CINEMATOGRAPHY & DESIGN ON ROCKY IV
The challenge of photographing the film’s action was placed in the capable hands of cinematographer Bill Butler, whose previous successes include six films that have grossed over $100,000,000 each – Rocky II, Rocky III, Jaws, One Flew Over the Cuckoo’s Nest, Stripes and Grease. Butler received an Oscar nomination for his photography of Cuckoo’s Nest along with three Emmy Awards for his other work.
Veteran production designer Bill Kenney was given the task of creating and constructing the special settings for Rocky IV, an assignment performed with the assistance of set decorator Rick Gentz, and construction coordinator Roger Irvin.
Among the most difficult sets Kenney created was the interior of the Soviet arena. Since there was neither visual nor editorial reference material available on which to pattern his designs, Kenney conceived the arena almost entirely from his imagination.

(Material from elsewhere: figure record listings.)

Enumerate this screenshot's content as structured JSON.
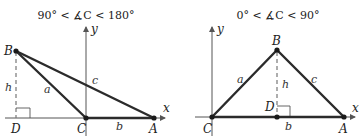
{
  "diagrams": [
    {
      "id": "obtuse",
      "title": "90° < ∡C < 180°",
      "axis_x_label": "x",
      "axis_y_label": "y",
      "vertices": {
        "A": "A",
        "B": "B",
        "C": "C",
        "D": "D"
      },
      "sides": {
        "a": "a",
        "b": "b",
        "c": "c",
        "h": "h"
      }
    },
    {
      "id": "acute",
      "title": "0° < ∡C < 90°",
      "axis_x_label": "x",
      "axis_y_label": "y",
      "vertices": {
        "A": "A",
        "B": "B",
        "C": "C",
        "D": "D"
      },
      "sides": {
        "a": "a",
        "b": "b",
        "c": "c",
        "h": "h"
      }
    }
  ]
}
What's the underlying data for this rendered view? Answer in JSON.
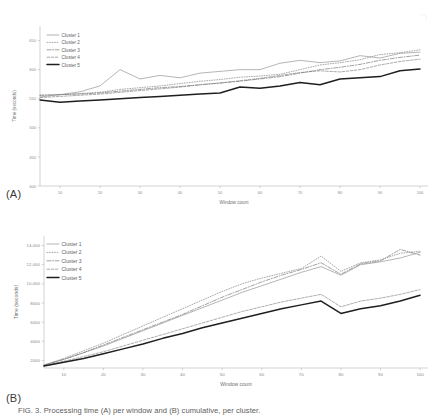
{
  "figure": {
    "panel_a_label": "(A)",
    "panel_b_label": "(B)",
    "caption": "FIG. 3.  Processing time (A) per window and (B) cumulative, per cluster."
  },
  "chart_data": [
    {
      "id": "chart-a",
      "type": "line",
      "title": "",
      "xlabel": "Window count",
      "ylabel": "Time (seconds)",
      "xlim": [
        5,
        102
      ],
      "ylim": [
        400,
        675
      ],
      "xticks": [
        10,
        20,
        30,
        40,
        50,
        60,
        70,
        80,
        90,
        100
      ],
      "yticks": [
        400,
        450,
        500,
        550,
        600,
        650
      ],
      "ytick_labels": [
        "400",
        "450",
        "500",
        "550",
        "600",
        "650"
      ],
      "grid": false,
      "legend_position": "top-left",
      "x": [
        5,
        10,
        15,
        20,
        25,
        30,
        35,
        40,
        45,
        50,
        55,
        60,
        65,
        70,
        75,
        80,
        85,
        90,
        95,
        100
      ],
      "series": [
        {
          "name": "Cluster 1",
          "style": "solid-thin",
          "color": "#8c8c8c",
          "values": [
            553,
            557,
            562,
            572,
            600,
            584,
            590,
            586,
            594,
            597,
            600,
            600,
            611,
            616,
            612,
            615,
            624,
            620,
            628,
            630
          ]
        },
        {
          "name": "Cluster 2",
          "style": "dotted",
          "color": "#7a7a7a",
          "values": [
            556,
            557,
            559,
            561,
            566,
            569,
            572,
            576,
            580,
            583,
            587,
            589,
            592,
            600,
            608,
            612,
            617,
            626,
            629,
            634
          ]
        },
        {
          "name": "Cluster 3",
          "style": "dash-dot",
          "color": "#6f6f6f",
          "values": [
            556,
            557,
            558,
            560,
            563,
            566,
            569,
            571,
            574,
            577,
            580,
            584,
            588,
            594,
            600,
            604,
            609,
            616,
            621,
            625
          ]
        },
        {
          "name": "Cluster 4",
          "style": "dashed",
          "color": "#7f7f7f",
          "values": [
            552,
            554,
            556,
            558,
            561,
            564,
            567,
            570,
            574,
            577,
            581,
            585,
            590,
            595,
            598,
            596,
            600,
            608,
            614,
            618
          ]
        },
        {
          "name": "Cluster 5",
          "style": "solid-bold",
          "color": "#1f1f1f",
          "values": [
            548,
            544,
            546,
            548,
            550,
            552,
            554,
            556,
            558,
            560,
            570,
            568,
            572,
            578,
            574,
            584,
            586,
            588,
            598,
            601
          ]
        }
      ]
    },
    {
      "id": "chart-b",
      "type": "line",
      "title": "",
      "xlabel": "Window count",
      "ylabel": "Time (seconds)",
      "xlim": [
        5,
        102
      ],
      "ylim": [
        1200,
        15000
      ],
      "xticks": [
        10,
        20,
        30,
        40,
        50,
        60,
        70,
        80,
        90,
        100
      ],
      "yticks": [
        2000,
        4000,
        6000,
        8000,
        10000,
        12000,
        14000
      ],
      "ytick_labels": [
        "2000",
        "4000",
        "6000",
        "8000",
        "10,000",
        "12,000",
        "14,000"
      ],
      "grid": false,
      "legend_position": "top-left",
      "x": [
        5,
        10,
        15,
        20,
        25,
        30,
        35,
        40,
        45,
        50,
        55,
        60,
        65,
        70,
        75,
        80,
        85,
        90,
        95,
        100
      ],
      "series": [
        {
          "name": "Cluster 1",
          "style": "solid-thin",
          "color": "#8c8c8c",
          "values": [
            1500,
            2100,
            2800,
            3500,
            4300,
            5100,
            5900,
            6700,
            7500,
            8300,
            9100,
            9800,
            10500,
            11200,
            11800,
            10900,
            12000,
            12300,
            12700,
            13300
          ]
        },
        {
          "name": "Cluster 2",
          "style": "dotted",
          "color": "#7a7a7a",
          "values": [
            1500,
            2200,
            3000,
            3800,
            4700,
            5600,
            6500,
            7400,
            8300,
            9200,
            10000,
            10600,
            11100,
            11600,
            12900,
            11300,
            12200,
            12500,
            13200,
            13400
          ]
        },
        {
          "name": "Cluster 3",
          "style": "dash-dot",
          "color": "#6f6f6f",
          "values": [
            1500,
            2100,
            2800,
            3600,
            4400,
            5200,
            6000,
            6800,
            7700,
            8600,
            9400,
            10200,
            10900,
            11500,
            12200,
            11000,
            12100,
            12400,
            13600,
            13000
          ]
        },
        {
          "name": "Cluster 4",
          "style": "dashed",
          "color": "#7f7f7f",
          "values": [
            1450,
            1900,
            2400,
            2900,
            3500,
            4100,
            4700,
            5300,
            5900,
            6500,
            7100,
            7600,
            8100,
            8500,
            8900,
            7600,
            8200,
            8500,
            8900,
            9400
          ]
        },
        {
          "name": "Cluster 5",
          "style": "solid-bold",
          "color": "#1f1f1f",
          "values": [
            1400,
            1800,
            2200,
            2700,
            3200,
            3700,
            4300,
            4800,
            5400,
            5900,
            6400,
            6900,
            7400,
            7800,
            8200,
            6900,
            7400,
            7700,
            8200,
            8800
          ]
        }
      ]
    }
  ]
}
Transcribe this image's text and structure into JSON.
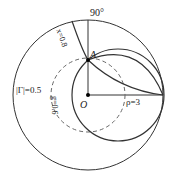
{
  "diagram": {
    "type": "smith-chart-sketch",
    "labels": {
      "angle": "90°",
      "point_a": "A",
      "origin": "O",
      "gamma_mag": "|Γ|=0.5",
      "g_circle": "g=0.6",
      "x_arc": "x=0.8",
      "rho": "ρ=3"
    },
    "colors": {
      "stroke": "#333333",
      "dashed": "#666666",
      "background": "#ffffff"
    }
  }
}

Two well-known sportscasters, Los Angeles’ Stu Nahan and New York City’s Warner Wolf, appear as ringside broadcasters. Noted sport artist Leroy Nieman appears as a ring announcer. Both Nahan and Nieman were in Rocky III, as were real-life referees Marty Denkin and Lou Filippo, who officiate both boxing matches in IV.
ROCKY 4 DELETED SCENES
Several scenes were deleted from the final cut of Rocky IV. Between Apollo’s funeral scene, and the press conference for the Rocky-Drago fight, there was originally a scene in which Rocky is told by the U.S. boxing board that any bout with Drago in Russia won’t be sanctioned by the board, and that he is effectively ‘out on his own’ if he does fight Drago at all. In the brief set of magazine/newspaper covers/stills that are shown immediately before the press conference scene, there is a photo, plus headline, of this meeting taking place. Also, the matter of ‘not sanctioned to fight Drago in Russia’ is spoken about in the press conference scene itself anyway. This ‘repetition’ of plot points was likely what got the scene taken out, deemed unnecessary, for the final cut.
In addition to the above, footage from that deleted scene can be found in the film’s theatrical trailer.
RARE VIDEO
Rocky IV documentary with great behind the scenes footage.
TEASER TRAILER
The movie’s teaser trailer that has more Drago dialogue than he had in the original movie.